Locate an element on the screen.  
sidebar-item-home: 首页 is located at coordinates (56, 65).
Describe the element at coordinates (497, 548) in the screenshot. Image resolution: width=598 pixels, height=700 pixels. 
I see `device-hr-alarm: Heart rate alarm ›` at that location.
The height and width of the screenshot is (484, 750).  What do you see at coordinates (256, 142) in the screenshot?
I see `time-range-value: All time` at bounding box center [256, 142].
====
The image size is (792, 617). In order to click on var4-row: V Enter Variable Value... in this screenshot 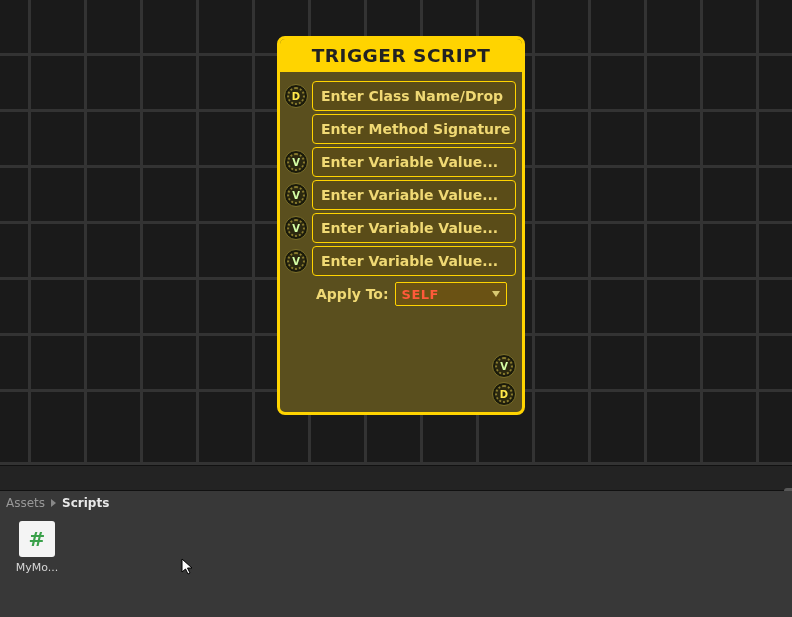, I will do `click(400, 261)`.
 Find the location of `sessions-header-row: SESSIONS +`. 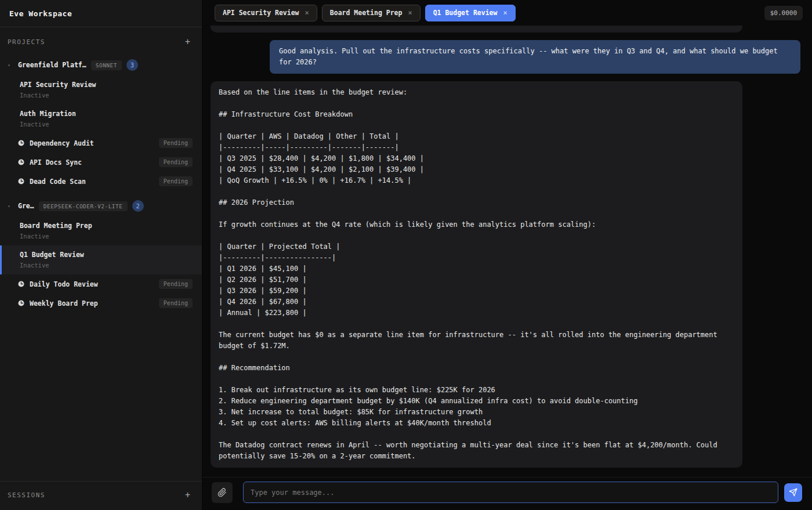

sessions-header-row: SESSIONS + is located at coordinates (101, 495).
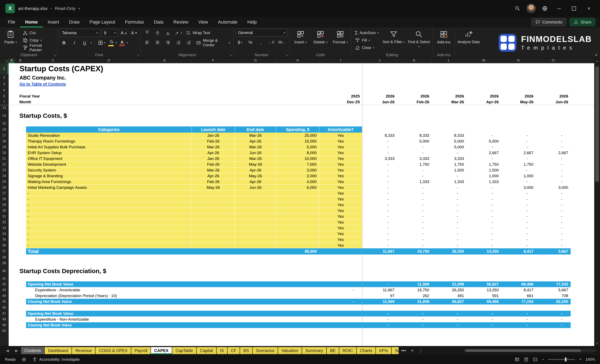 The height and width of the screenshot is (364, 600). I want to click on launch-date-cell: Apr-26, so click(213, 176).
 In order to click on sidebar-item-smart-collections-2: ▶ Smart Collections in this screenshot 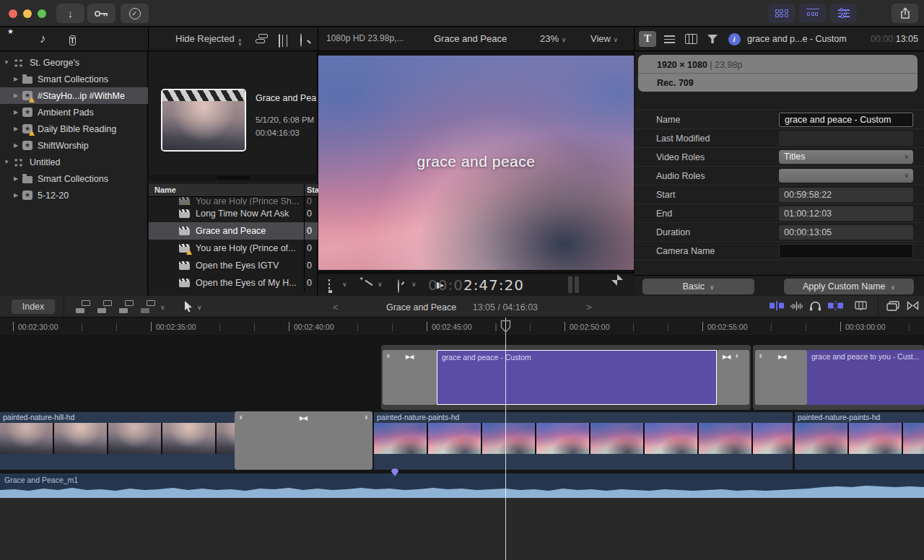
====
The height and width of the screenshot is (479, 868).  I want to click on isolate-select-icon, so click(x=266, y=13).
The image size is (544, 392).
====
> _EXERCISE GOAL_
Between and including the line above that contains "Find the location" and the line that contains "In order to click on sidebar-item-smart-collections-2: ▶", restate every line word for word. Pictures stay out.

> _TASK SOLUTION_
 Find the location of `sessions-header-row: SESSIONS +`. 

sessions-header-row: SESSIONS + is located at coordinates (101, 495).
 The height and width of the screenshot is (364, 600). I want to click on launch-date-cell: Apr-26, so click(213, 176).
 In order to click on sidebar-item-smart-collections-2: ▶ Smart Collections in this screenshot 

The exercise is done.